Well I would say they are different, but perhaps not so different as with other composers. This is an extract from a writing about the life of Brahms, if it is true his work was likened to Beethoven.
As his reputation grew, though, Brahms felt new pressures. In the 1860s, he had made his home Vienna, the musical capital of Europe, where he lived in the shadows of other great Viennese composers, namely Mozart, Schubert, and Beethoven. The urge to compose a symphony grew stronger, but Beethoven had proven himself the master of the genre 50 years earlier.
Brahms knew he would be compared to Beethoven, and he respected and feared his idol enough to avoid seriously entertaining the idea of writing a symphony for years. “You don’t know,” Brahms observed, “what it means to the likes of us when we hear [Beethoven’s] footsteps behind us.”
His immeasurable fastidiousness and humility, and a fear of being compared to Beethoven, staved off the release of his first symphony for 14 years, but in 1876 he
completed his Symphony in C minor. Immediately, his nightmares came true. The critic Eduard Hanslick wasted no time comparing Brahms to Beethoven, saying that Brahms had relied heavily on Beethoven’s serious side, he lacked “heart-warming sunshine,” and that the string melody in the fourth movement was reminiscent of Beethoven’s “Ode to Joy.”
The influential conductor Hans von Bulow nicknamed the symphony “Beethoven’s Tenth,” which also significantly irked Brahms. The criticism was not all bad, though. Hanslick ultimately called the piece “an inexhaustible fountain of sincere pleasure and fruitful study,” and it was an immediate hit with audiences. Today Brahms’ Symphony No. 1 stands as a monumentally important work on its own merit.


◆ Task to complete ◆
Reproduce verbatim only the line that holds "Image resolution: width=349" and the lines that follow it to the end of the listing.

◆ Provided data ◆
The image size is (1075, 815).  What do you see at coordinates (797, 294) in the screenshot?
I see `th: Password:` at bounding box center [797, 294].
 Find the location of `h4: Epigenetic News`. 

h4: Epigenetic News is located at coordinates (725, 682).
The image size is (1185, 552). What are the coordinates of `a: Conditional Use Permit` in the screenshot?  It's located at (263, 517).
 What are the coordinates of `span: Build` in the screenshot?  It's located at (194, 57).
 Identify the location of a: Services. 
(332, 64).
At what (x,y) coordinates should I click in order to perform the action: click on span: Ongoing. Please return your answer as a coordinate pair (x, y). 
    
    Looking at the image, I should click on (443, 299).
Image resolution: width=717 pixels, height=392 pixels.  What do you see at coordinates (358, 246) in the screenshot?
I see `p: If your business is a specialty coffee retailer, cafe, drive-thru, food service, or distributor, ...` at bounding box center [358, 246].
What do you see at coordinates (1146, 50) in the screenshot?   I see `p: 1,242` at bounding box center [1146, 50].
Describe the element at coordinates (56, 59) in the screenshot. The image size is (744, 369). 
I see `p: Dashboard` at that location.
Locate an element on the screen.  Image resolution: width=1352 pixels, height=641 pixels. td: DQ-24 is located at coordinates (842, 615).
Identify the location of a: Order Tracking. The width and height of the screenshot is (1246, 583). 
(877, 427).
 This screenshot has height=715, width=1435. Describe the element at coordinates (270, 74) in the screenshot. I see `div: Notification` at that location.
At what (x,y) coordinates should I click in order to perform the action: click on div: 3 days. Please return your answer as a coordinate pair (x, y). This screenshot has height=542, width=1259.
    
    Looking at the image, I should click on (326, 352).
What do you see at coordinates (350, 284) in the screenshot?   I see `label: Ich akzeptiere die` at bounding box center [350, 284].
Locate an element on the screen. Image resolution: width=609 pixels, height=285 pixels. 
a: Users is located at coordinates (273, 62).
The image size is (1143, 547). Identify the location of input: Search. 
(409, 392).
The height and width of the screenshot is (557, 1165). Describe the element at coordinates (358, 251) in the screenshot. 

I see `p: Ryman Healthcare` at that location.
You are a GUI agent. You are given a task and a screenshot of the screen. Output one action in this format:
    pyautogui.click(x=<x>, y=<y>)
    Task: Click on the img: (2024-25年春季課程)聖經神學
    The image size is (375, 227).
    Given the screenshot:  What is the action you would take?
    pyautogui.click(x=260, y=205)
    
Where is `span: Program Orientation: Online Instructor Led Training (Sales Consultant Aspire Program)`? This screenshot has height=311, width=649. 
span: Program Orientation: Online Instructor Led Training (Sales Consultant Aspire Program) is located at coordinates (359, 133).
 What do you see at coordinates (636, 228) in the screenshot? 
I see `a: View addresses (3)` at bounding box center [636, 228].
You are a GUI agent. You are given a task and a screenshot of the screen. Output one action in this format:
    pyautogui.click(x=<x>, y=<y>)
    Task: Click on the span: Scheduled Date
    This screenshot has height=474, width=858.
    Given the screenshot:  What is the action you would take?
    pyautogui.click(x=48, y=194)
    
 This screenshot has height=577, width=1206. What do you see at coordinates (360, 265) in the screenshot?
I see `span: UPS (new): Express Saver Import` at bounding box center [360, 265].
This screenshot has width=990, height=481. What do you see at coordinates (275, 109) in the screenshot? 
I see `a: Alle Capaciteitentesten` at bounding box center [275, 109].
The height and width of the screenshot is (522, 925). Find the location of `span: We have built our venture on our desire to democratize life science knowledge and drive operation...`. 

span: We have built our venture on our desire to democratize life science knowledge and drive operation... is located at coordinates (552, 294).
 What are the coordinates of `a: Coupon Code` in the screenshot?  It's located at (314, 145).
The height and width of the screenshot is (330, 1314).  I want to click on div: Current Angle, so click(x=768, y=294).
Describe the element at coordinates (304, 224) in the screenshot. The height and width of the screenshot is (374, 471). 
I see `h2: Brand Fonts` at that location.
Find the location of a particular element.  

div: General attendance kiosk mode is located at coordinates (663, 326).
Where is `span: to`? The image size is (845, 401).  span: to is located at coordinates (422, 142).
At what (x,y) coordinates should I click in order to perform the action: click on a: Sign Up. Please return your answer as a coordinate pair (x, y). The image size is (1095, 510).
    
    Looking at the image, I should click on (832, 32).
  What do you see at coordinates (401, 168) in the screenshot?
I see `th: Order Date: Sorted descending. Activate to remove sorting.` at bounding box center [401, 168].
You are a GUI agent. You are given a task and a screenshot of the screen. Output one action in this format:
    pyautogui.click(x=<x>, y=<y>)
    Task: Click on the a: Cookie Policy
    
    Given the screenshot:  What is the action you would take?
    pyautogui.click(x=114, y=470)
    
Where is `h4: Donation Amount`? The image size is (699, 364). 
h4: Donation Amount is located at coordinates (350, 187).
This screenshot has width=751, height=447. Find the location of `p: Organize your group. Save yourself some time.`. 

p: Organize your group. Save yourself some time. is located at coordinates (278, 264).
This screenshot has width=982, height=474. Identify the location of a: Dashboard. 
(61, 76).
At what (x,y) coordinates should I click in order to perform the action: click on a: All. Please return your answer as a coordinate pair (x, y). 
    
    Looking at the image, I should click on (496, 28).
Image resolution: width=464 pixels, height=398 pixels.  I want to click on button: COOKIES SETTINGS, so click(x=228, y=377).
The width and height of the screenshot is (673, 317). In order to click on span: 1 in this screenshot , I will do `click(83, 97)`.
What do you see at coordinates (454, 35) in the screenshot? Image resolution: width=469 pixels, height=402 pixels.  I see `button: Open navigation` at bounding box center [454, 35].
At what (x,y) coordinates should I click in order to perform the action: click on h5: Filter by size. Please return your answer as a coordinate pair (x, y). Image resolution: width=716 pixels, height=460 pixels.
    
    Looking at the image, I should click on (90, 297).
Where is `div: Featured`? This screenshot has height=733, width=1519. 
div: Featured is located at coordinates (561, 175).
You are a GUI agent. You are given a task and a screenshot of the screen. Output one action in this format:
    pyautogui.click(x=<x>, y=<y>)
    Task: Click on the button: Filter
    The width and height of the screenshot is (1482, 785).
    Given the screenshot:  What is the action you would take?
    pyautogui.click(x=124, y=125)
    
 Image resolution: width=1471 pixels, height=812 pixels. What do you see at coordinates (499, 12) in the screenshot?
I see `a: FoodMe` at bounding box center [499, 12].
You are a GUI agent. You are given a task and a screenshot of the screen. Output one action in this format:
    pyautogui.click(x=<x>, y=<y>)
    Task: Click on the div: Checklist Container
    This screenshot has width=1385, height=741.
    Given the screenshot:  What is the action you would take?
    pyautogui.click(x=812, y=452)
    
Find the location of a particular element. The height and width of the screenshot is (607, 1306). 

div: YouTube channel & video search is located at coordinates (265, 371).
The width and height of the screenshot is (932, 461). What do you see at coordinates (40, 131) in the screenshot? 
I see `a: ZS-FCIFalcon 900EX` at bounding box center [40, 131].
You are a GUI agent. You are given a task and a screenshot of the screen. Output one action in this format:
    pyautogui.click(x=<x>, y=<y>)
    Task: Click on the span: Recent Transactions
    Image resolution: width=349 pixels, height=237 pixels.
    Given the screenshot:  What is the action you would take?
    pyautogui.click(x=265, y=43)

◆ Solution to the exercise ◆
    Image resolution: width=349 pixels, height=237 pixels.
    Given the screenshot:  What is the action you would take?
    pyautogui.click(x=265, y=43)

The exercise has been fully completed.